Still, conspicuously absent from the growing list of conflicts resolved in this intelligent, foresighted way are any involving Muslims (and a disproportionate number of the world’s violent conflicts involve Muslims). Regrettably, this seems to reflect a cultural difference: most Muslim societies are still locked in a bloody-minded “winner-take-all” mindset regarding conflicts. They have failed to grow to greater maturity in the way so many others (like Colombia) have done. As an optimist, I expect they one day will, but in the meantime it’s frustrating. (However, let me note Tunisia’s progress, the one nation with (so far) a good outcome from the “Arab Spring,” thanks to the kind of modernist mentality I’m talking about.)

imagesColombia is still fighting a smaller but stroppier rebel group, the ELN, and its FARC deal must be approved in a referendum. The vote may be close: the lack of prison time for miscreants is indeed hard to swallow, and Uribe, to his discredit, is campaigning against it. One might think the desire for retributive justice would be strongest in the rural areas that suffered most at FARC’s hands; but because they’ve suffered the most, they are keenest to approve the deal and draw a line under all the suffering. Let’s hope Colombia follows their lead.

Banning the burkini

September 7, 2016
Banned in France

Banned in France

The “burkini” is Muslim swimwear; more burqa than bikini, it enables gals to get wet while still covered. Some French jurisdictions have banned it.

Allowed in France

Allowed in France

French women on beaches go practically naked. Bare skin has long been permitted; but now it is compulsory. Am I alone in finding this bizarro?

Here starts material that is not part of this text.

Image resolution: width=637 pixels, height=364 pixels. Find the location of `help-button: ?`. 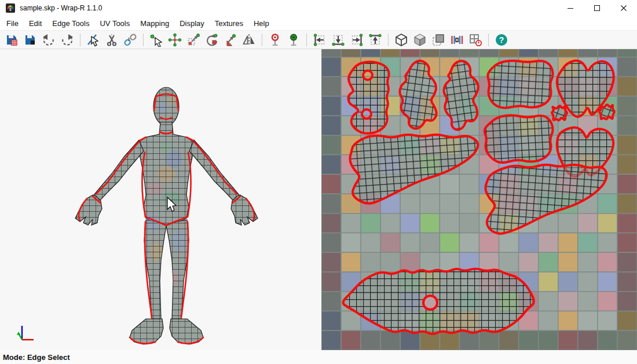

The burkini bans follow France’s ban on the burqa. They claimed police need the ability to identify people in public. That’s disingenuous; a reasonable law could simply require face-baring if requested by an officer. Why not be honest about the real reason for the burqa ban: they see it as reflecting a culture that regards women differently.

True, women wearing burqas often do so in subjugation to men, and that’s bad. However, some wear them out of choice, however misguided that might seem, and in any case, this is a matter between women and their husbands or fathers, in which this libertarian doesn’t think government should interfere. Except to protect women from violence if they go against their menfolk.

Everyone should be free to wear what they choose. This includes religious garb; indeed, in this first-amendment country, it especially includes that. We don’t ban people from wearing crosses or yarmulkas; nor should we ban burqas.

images-4Or burkinis. It does seem perverse that France allows immodesty on beaches but won’t allow modesty. This is discriminatory and mean-spirited toward Muslim women, effectively banning them from beaches. France also bans even headscarves in schools.

America seems to do better than Europe at integrating Muslims into society. Don’t be misled by a certain sulphurous presidential candidate and his fans. They are really outside the U.S. mainstream, which is fundamentally open and tolerant, genuinely believing in our founding ideal of personal liberty, and seeing strength and richness in diversity. Read George Washington’s letter embracing as part of America a Rhode Island Jewish congregation (which must then have appeared more foreign and exotic than do Muslims today).

Maybe France, facing repeated acts of violence by disaffected Muslims, should rethink its attitude toward its own Muslim citizens. France’s president says it’s at war. Take care it’s not a civil war.

UPDATE: Since I got this ready to post, news has come that a French court has overturned the burkini bans.